A corroding or sloughing ulcer; especially a spreading gangrenous ulcer or collection of ulcers in or about the mouth.
Anything which corrodes, corrupts, or destroys.
* Temple
A kind of wild rose; the dog rose.
* Shakespeare
An obstinate and often incurable disease of a horse's foot, characterized by separation of the horny portion and the development of fungoid growths.
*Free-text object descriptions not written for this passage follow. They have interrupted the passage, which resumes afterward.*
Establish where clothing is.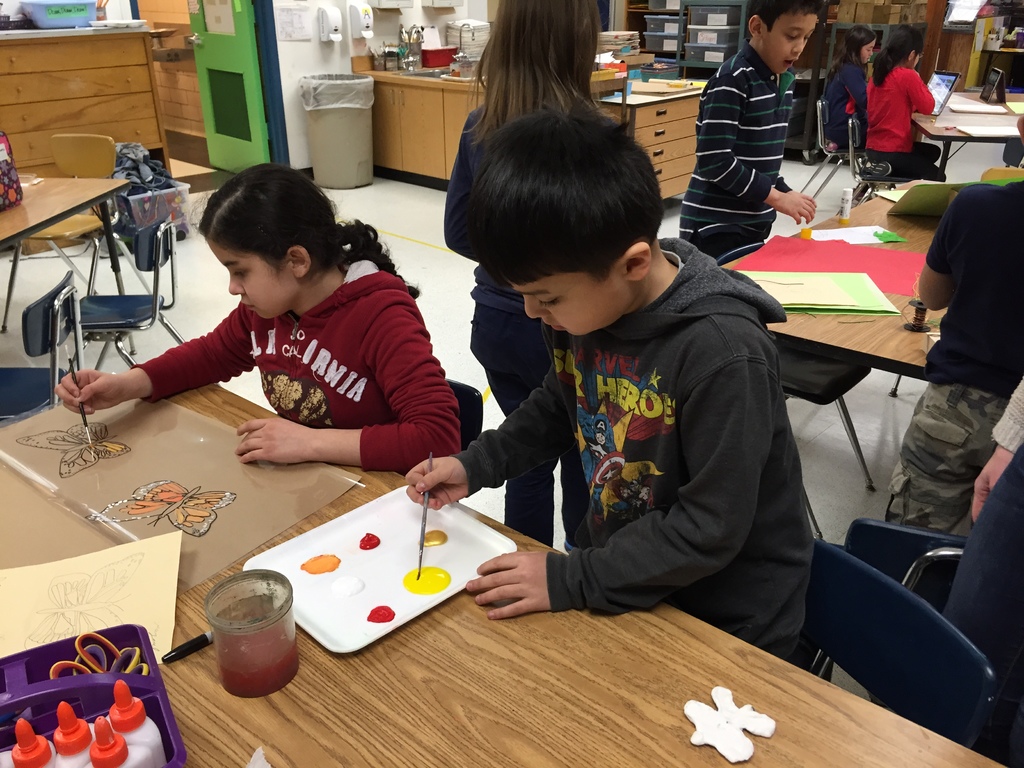
Established at x1=678, y1=34, x2=808, y2=269.
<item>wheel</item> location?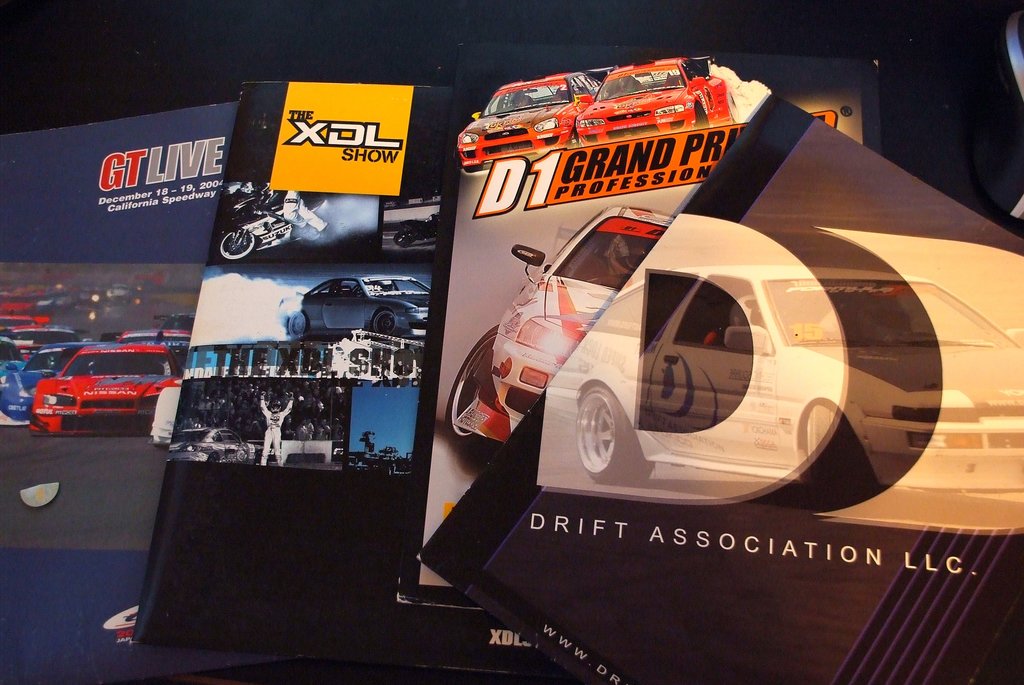
<region>289, 311, 307, 337</region>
Usually resulting from neglected thrush.
An avian disease affecting doves, poultry, parrots and birds of prey, caused by Trichomonas gallinae .
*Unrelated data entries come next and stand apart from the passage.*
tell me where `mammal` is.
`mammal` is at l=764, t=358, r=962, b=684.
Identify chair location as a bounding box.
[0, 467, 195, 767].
An obstinate and often incurable disease of a horse's foot, characterized by separation of the horny portion and the development of fungoid growths; usually resulting from neglected thrush.
To affect as a canker; to eat away; to corrode; to consume.
* 1849 , , In Memoriam , 26:
To infect or pollute; to corrupt.
To waste away, grow rusty, or be oxidized, as a mineral.
To be or become diseased, or as if diseased, with canker; to grow corrupt; to become venomous.
As nouns the difference between clanker and canker
is that clanker is something that makes a clanking noise while canker is (botany) a plant disease marked by gradual decay.As a verb canker is
to affect as a canker; to eat away; to corrode; to consume.clanker
English
Noun
(en noun)citation
- Stop telling clankers !
canker
English
Noun
- the cankers of envy and faction
- To put down Richard, that sweet lovely rose, / And plant this thorn, this canker , Bolingbroke.
Synonyms
* water canker, canker of the mouth, noma * (bird disease) avian trichomoniasis, roup * (hawk disease) frounceVerb
(en verb)- Still onward winds the dreary way; / I with it; for I long to prove / No lapse of moons can canker Love, / Whatever fickle tongues may say.